Last May, Bradford represented the United States at the 2017 Venice Biennale, where he transformed the neoclassical U.S. pavilion into a site of menace and decay — a mordant reflection on the violent legacies of U.S. history and the state of American democracy under the nascent Trump administration.

In November, he debuted an eight-painting work spanning nearly 400 linear feet in the circular galleries of the Hirshhorn Museum in Washington, D.C., reflecting on a decisive battle in the U.S. Civil War: Pickett’s Charge at Gettysburg in 1863.

And earlier this month, he was in London, installing a 32-panel painting in the new U.S. embassy there. For those pieces, Bradford immersed himself in the U.S. Constitution — incorporating the entire text into the work.

“It’s definitely been stadium tours,” Bradford said of his very busy year. “Now, I want to play small clubs.”
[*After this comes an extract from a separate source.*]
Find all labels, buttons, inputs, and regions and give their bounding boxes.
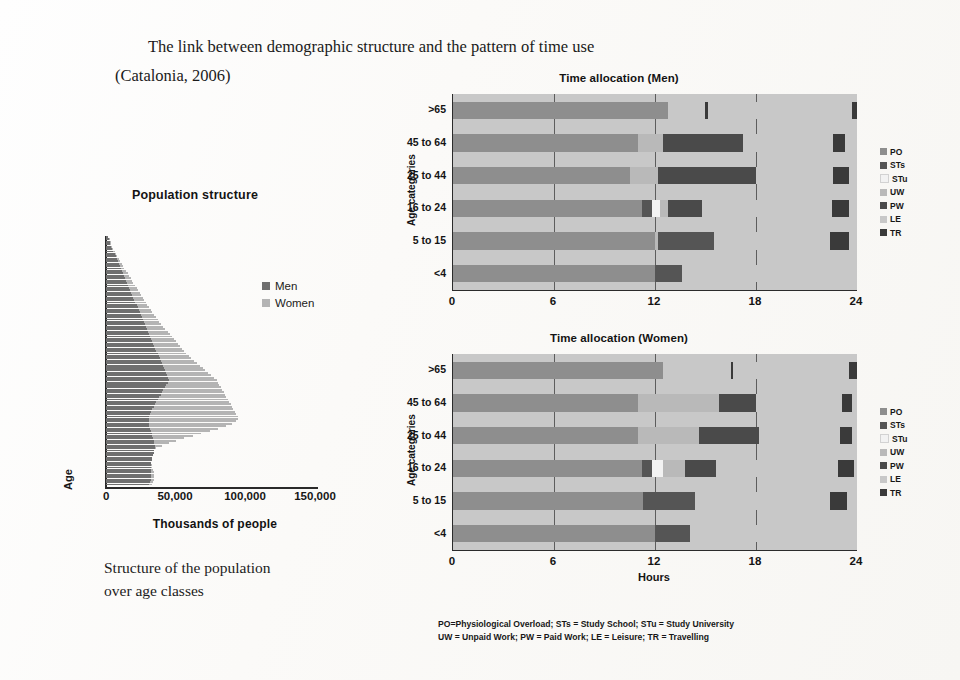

Though how small, given Bradford’s stature, is anybody’s guess. Bradford was about to open an exhibition of new paintings at Hauser & Wirth — his first solo commercial gallery show in L.A. since a 2002 exhibition at Susanne Vielmetter Los Angeles Projects — and already major collectors were taking an interest. During our interview, Interscope Records co-founder Jimmy Iovine and Guess co-founder Maurice Marciano, of the Marciano Art Foundation museum and board co-chair at the Museum of Contemporary Art Los Angeles, were cruising through the galleries for a VIP preview of Bradford’s latest work.

“Love it, love it, love it,” said Marciano, nodding at Bradford as he passed by.

The new paintings still employ Bradford’s familiar technique of painting, collaging, scraping and cutting — for abstracted canvases that are worn rather than painted into existence. But the new series feels more explosively visceral, with a more lurid color palette. Some of that is the result of using pages from hundreds of old comic books in the layering process.